The Ambition-Confidence matrix
Stakeholders are dreamers. They see the current situation and dream up a better future. When we talk about strategic roadmaps, this is exactly what they have in mind: steps to take us from flawed point A to improved position B.
Their software teams have a more analytical mindset. They hear "position B", look at the current situation, and envision all the challenges on the road.
That's not a character trait, per se. Engineers are often wild dreamers in their own side projects. But when you get paid to take it from point A to point B, you mainly see the practical challenges.
Stakeholders see opportunities; engineers see problems.
This is reflected in the kinds of plans I see out there. When stakeholders make a slideshow of the plans for 2024, it's always overly ambitious. They'll launch a new app, improve the performance, get hold of the German market and rewrite the UI of their existing platform— all with the same team. Stakeholder-driven roadmaps are ambitious but unrealistic.
When engineering teams make the plan, they tend not to make one at all. They can tell you what they're currently working on and will show you a backlog of things they just as well might build if they ever have the time. Team-driven plans are realistic but never ambitious.
That makes sense. If you see the world in opportunities, you'll plan to capture as many of those as possible. If you see mainly problems, you want to keep your options open and not paint yourself into a corner by making promises.
A good roadmap is a balance between ambition and confidence. It's a trade-off. Quelle surprise.
Let's take a look at this matrix and its outliers:
Engineering paradise (Low ambition, high confidence)
In this situation, the balance is shifted in favor of playing it safe. There are little to no long-term plans and promises. Teams focus on what they are currently building. It's a dream scenario for just-let-me-code developers, as there are no deadlines, no plans, and no responsibilities other than programming.
A team that refuses to plan, creates an engineering paradise to avoid these kinds of responsibilities. They'll hide behind their manager while making sure that manager doesn't have the tools to do their job.
This results in unhappy stakeholders, as Engineering is seen as a stagnant black box that burns money but doesn't deliver tangible results. Their output is predictably low.
While this might sound like a caricature, it's a common reality. There's an entire startup ecosystem of small SaaS companies that sell shadow IT solutions to stakeholders who feel like their own teams can't be trusted. It's a real and expensive problem.
High-performing team (high ambition, high confidence)
This is the dream scenario every "Agile coach" and startup guru will try to sell. The stakeholders have sky-high moonshot ambitions, and their teams can rise to every challenge. It's a healthy balance for those world-class organizations that can pull it off.
Experiment culture (low ambitions, low confidence)
Some teams are in such an uncertain situation that planning becomes futile. A typical example is the pre-market-fit startup. If you have yet to learn your customers and you still have to figure out what you're trying to build, there's no use in long-term planning.
In this situation, stakeholders understand that the team is still figuring out the market. The team is capturing feedback by building MVPs and running experiments. There's the mandate to try small things and see what works. The ambitions are low, and so is the confidence. That's also a healthy balance.
PowerPoint fantasy (high ambition, low confidence)
Finally, there's the stereotype we all know. It's the stakeholder who creates a strategic vision roadmap for the coming year that's full of features, aspirations, and buzzwords. These roadmaps are presented to the board and feel like a job well done. Everyone leaves that meeting with a good feeling.
Unfortunately, PowerPoint is far removed from the actual work floor, and these kinds of roadmaps are already behind schedule while we're still adding slide transition animations.
In such an unbalanced situation, stakeholders promise the moon and hope their teams can fly.
Those are the extreme scenarios, but each team is situated somewhere on the matrix. It doesn't matter whether you live in chaos or the ambitions are sky-high. What matters is that you try to find the right balance. You want your stakeholder's ambition to match the team's confidence. You also want to avoid the blue quadrants. Even if stakeholders are happy with low ambitions and high predictability, the team can handle more.
Ideally, you want to be somewhere on the dotted line between an experiment culture and a high-performing team. That's the healthy balance between dreaming and doing.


» What needs to be done
Produce an exact transcription of every entry.

» Extracted records

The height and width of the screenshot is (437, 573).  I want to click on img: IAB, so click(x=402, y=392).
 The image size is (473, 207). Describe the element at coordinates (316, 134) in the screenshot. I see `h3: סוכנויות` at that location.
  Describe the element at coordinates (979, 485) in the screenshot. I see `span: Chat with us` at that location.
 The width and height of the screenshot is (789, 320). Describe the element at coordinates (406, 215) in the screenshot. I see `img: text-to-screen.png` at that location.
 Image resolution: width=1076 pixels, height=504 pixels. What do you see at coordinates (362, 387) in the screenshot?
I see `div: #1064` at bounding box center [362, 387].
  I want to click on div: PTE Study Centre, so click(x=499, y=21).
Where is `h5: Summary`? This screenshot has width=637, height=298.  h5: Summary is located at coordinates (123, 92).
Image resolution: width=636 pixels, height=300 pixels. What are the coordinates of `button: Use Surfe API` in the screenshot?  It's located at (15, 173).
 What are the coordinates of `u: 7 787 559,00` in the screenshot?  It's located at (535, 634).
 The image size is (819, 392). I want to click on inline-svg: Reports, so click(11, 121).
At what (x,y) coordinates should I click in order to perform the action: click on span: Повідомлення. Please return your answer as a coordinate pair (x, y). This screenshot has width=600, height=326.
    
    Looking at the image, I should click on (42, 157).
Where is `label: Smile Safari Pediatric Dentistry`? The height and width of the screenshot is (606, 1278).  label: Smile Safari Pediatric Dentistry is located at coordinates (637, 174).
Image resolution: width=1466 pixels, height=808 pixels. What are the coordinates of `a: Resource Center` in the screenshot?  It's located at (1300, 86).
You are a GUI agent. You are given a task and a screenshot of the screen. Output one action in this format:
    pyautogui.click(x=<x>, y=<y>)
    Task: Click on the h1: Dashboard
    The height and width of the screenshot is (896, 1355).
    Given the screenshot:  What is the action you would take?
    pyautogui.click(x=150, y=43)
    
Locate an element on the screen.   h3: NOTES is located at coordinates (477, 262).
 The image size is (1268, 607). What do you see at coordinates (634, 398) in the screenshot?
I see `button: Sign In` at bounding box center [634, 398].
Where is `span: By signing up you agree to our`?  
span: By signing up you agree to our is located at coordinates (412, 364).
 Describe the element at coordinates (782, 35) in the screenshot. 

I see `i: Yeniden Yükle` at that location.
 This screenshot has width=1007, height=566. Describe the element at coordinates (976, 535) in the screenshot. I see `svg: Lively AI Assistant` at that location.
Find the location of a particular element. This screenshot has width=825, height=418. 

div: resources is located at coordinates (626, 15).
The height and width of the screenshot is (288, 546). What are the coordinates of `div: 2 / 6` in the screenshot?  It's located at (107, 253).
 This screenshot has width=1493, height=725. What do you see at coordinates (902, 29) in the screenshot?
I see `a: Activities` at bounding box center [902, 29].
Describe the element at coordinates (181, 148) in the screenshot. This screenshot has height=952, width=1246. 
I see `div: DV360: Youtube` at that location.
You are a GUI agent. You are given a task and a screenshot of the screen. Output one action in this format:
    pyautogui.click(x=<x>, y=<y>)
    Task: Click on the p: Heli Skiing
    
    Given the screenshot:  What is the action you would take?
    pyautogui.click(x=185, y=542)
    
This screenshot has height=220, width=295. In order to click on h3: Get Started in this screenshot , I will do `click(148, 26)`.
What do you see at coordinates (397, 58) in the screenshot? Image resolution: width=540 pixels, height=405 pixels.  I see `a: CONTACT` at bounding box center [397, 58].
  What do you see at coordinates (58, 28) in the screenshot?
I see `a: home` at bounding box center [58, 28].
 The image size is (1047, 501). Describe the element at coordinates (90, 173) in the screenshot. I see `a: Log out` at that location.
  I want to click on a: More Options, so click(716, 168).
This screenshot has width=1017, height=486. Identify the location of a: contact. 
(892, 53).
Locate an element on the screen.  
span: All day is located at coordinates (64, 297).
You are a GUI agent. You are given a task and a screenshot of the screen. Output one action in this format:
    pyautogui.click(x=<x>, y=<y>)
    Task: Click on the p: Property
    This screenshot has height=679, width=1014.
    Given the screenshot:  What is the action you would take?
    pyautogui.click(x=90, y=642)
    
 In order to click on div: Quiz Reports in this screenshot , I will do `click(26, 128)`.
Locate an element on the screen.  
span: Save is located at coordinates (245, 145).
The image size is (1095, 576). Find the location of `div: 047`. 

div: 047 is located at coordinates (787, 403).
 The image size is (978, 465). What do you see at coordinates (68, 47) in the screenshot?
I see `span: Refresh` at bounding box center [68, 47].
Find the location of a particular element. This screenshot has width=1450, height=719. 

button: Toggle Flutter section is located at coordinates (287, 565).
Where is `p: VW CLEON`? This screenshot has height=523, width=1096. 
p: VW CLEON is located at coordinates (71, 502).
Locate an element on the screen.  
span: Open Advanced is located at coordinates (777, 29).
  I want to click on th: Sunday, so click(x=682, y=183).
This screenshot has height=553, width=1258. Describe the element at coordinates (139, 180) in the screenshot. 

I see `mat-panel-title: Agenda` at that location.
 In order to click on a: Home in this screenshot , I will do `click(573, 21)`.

» Solution to this task
The height and width of the screenshot is (437, 573).  I want to click on img: IAB, so click(x=402, y=392).
 The image size is (473, 207). Describe the element at coordinates (316, 134) in the screenshot. I see `h3: סוכנויות` at that location.
  Describe the element at coordinates (979, 485) in the screenshot. I see `span: Chat with us` at that location.
 The width and height of the screenshot is (789, 320). Describe the element at coordinates (406, 215) in the screenshot. I see `img: text-to-screen.png` at that location.
 Image resolution: width=1076 pixels, height=504 pixels. What do you see at coordinates (362, 387) in the screenshot?
I see `div: #1064` at bounding box center [362, 387].
  I want to click on div: PTE Study Centre, so click(x=499, y=21).
Where is `h5: Summary`? This screenshot has width=637, height=298.  h5: Summary is located at coordinates (123, 92).
Image resolution: width=636 pixels, height=300 pixels. What are the coordinates of `button: Use Surfe API` in the screenshot?  It's located at (15, 173).
 What are the coordinates of `u: 7 787 559,00` in the screenshot?  It's located at (535, 634).
 The image size is (819, 392). I want to click on inline-svg: Reports, so click(11, 121).
At what (x,y) coordinates should I click in order to perform the action: click on span: Повідомлення. Please return your answer as a coordinate pair (x, y). This screenshot has width=600, height=326.
    
    Looking at the image, I should click on (42, 157).
Where is `label: Smile Safari Pediatric Dentistry`? The height and width of the screenshot is (606, 1278).  label: Smile Safari Pediatric Dentistry is located at coordinates (637, 174).
Image resolution: width=1466 pixels, height=808 pixels. What are the coordinates of `a: Resource Center` in the screenshot?  It's located at (1300, 86).
You are a GUI agent. You are given a task and a screenshot of the screen. Output one action in this format:
    pyautogui.click(x=<x>, y=<y>)
    Task: Click on the h1: Dashboard
    The height and width of the screenshot is (896, 1355).
    Given the screenshot:  What is the action you would take?
    pyautogui.click(x=150, y=43)
    
Locate an element on the screen.   h3: NOTES is located at coordinates (477, 262).
 The image size is (1268, 607). What do you see at coordinates (634, 398) in the screenshot?
I see `button: Sign In` at bounding box center [634, 398].
Where is `span: By signing up you agree to our`?  
span: By signing up you agree to our is located at coordinates (412, 364).
 Describe the element at coordinates (782, 35) in the screenshot. 

I see `i: Yeniden Yükle` at that location.
 This screenshot has width=1007, height=566. Describe the element at coordinates (976, 535) in the screenshot. I see `svg: Lively AI Assistant` at that location.
Find the location of a particular element. This screenshot has width=825, height=418. 

div: resources is located at coordinates (626, 15).
The height and width of the screenshot is (288, 546). What are the coordinates of `div: 2 / 6` in the screenshot?  It's located at (107, 253).
 This screenshot has width=1493, height=725. What do you see at coordinates (902, 29) in the screenshot?
I see `a: Activities` at bounding box center [902, 29].
Describe the element at coordinates (181, 148) in the screenshot. This screenshot has height=952, width=1246. 
I see `div: DV360: Youtube` at that location.
You are a GUI agent. You are given a task and a screenshot of the screen. Output one action in this format:
    pyautogui.click(x=<x>, y=<y>)
    Task: Click on the p: Heli Skiing
    
    Given the screenshot:  What is the action you would take?
    pyautogui.click(x=185, y=542)
    
This screenshot has height=220, width=295. In order to click on h3: Get Started in this screenshot , I will do `click(148, 26)`.
What do you see at coordinates (397, 58) in the screenshot? Image resolution: width=540 pixels, height=405 pixels.  I see `a: CONTACT` at bounding box center [397, 58].
  What do you see at coordinates (58, 28) in the screenshot?
I see `a: home` at bounding box center [58, 28].
 The image size is (1047, 501). Describe the element at coordinates (90, 173) in the screenshot. I see `a: Log out` at that location.
  I want to click on a: More Options, so click(716, 168).
This screenshot has width=1017, height=486. Identify the location of a: contact. 
(892, 53).
Locate an element on the screen.  
span: All day is located at coordinates (64, 297).
You are a GUI agent. You are given a task and a screenshot of the screen. Output one action in this format:
    pyautogui.click(x=<x>, y=<y>)
    Task: Click on the p: Property
    This screenshot has height=679, width=1014.
    Given the screenshot:  What is the action you would take?
    pyautogui.click(x=90, y=642)
    
 In order to click on div: Quiz Reports in this screenshot , I will do `click(26, 128)`.
Locate an element on the screen.  
span: Save is located at coordinates (245, 145).
The image size is (1095, 576). Find the location of `div: 047`. 

div: 047 is located at coordinates (787, 403).
 The image size is (978, 465). What do you see at coordinates (68, 47) in the screenshot?
I see `span: Refresh` at bounding box center [68, 47].
Find the location of a particular element. This screenshot has width=1450, height=719. 

button: Toggle Flutter section is located at coordinates (287, 565).
Where is `p: VW CLEON`? This screenshot has height=523, width=1096. 
p: VW CLEON is located at coordinates (71, 502).
Locate an element on the screen.  
span: Open Advanced is located at coordinates (777, 29).
  I want to click on th: Sunday, so click(x=682, y=183).
This screenshot has height=553, width=1258. Describe the element at coordinates (139, 180) in the screenshot. 

I see `mat-panel-title: Agenda` at that location.
 In order to click on a: Home in this screenshot , I will do `click(573, 21)`.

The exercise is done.